This open source initiative backed by Google is intended to support increased use of mobile optimized content by third-party websites, with the intention of significantly speeding up content load times and delivering a better user experience on the mobile web. Websites that take advantage of AMP can automatically cache their content in Google’s cloud-based AMP cache at no cost, reducing the risk that customers will abandon a mobile web page due to how slowly it’s loading.

App-like websites and web-like apps: What it means for marketers

As differences between mobile apps and mobile websites get smaller, the user experience is becoming increasingly important. And for most mobile-aware brands, Google’s Android Instant Apps, Progressive Web Apps, and AMP initiatives represent an opportunity to take advantage of Google’s platform to extend their ability to reach new and current customers and to provide a more appealing user experience across platforms.

But while these developments from Google have the potential to pay off in new and happy customers for brands that act on them, they also make it far more important for marketers to think about their customer acquisition, engagement, retention, and monetization strategies in a holistic way.
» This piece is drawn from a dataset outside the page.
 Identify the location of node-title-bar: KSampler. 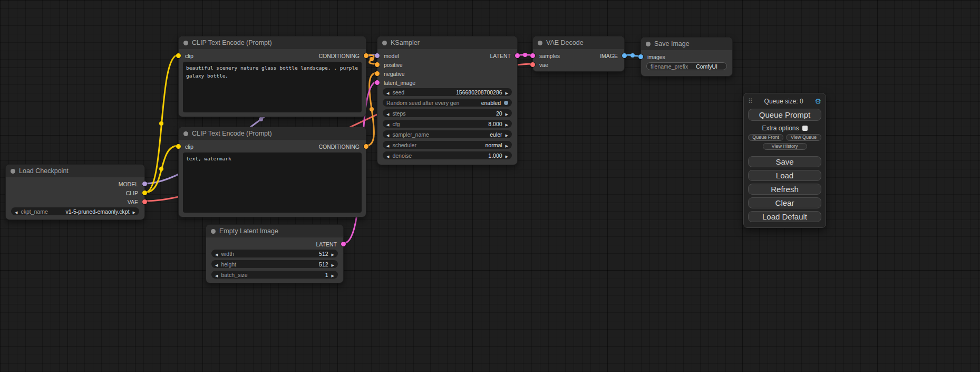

This is the way mobile is moving. Whether or not you take advantage of Google’s new tools as part of your mobile marketing strategy, it’s important to keep your eyes open and to make sure that your approach to mobile can grow and change as the space does. Here’s what you should expect:

One experience, one view of the customer

When websites and apps can provide the same user experience and can be reached easily through the same channels, customers are going to care a lot less about whether they engage with your brand using your app or via your website. And that’s going to give brands that have a genuinely 360-degree view of their customers a big advantage. A customer who has your app installed may use your website just as frequently, and if you don’t have the ability to view their web activity and in-app behavior in concert, you’re going to come away with a mistaken idea of what they care about, how often they’re engaging, and how you should engage and retain them as customers.

However customers engage, have a way to reach them

As customers begin to use your app and website more interchangeably, it’s important to make sure you have the messaging capabilities you need to effectively communicate with them on both platforms. Multichannel messaging is already important on mobile, but brands that don’t take steps to extend their multichannel capabilities to web messaging will miss out on important opportunities to effectively communicate with customers who haven’t downloaded their app (or who have opted out of push notifications and emails). If a significant subset of your customers are mobile web–only and you don’t have the messaging tools to reach them, you’re going to lose out to competitors who’ve taken steps to engage, retain, and monetize their web audience.

Acquisition will get easier—but the user experience will become even more important

With Android Instant Apps, getting new customers to give your app a shot will be easier than it’s ever been; but it’ll also be easier for customers to try out an app and walk away. Understanding how these users experience every aspect of your app and website is going to be an essential part of demonstrating the value that your brand can provide and of convincing them to stick around. Brands that understand their customers and can provide an experience that convinces people to continue using their app after trying it out are going to succeed in a big way; brands that don’t are going to find themselves in a very tough spot.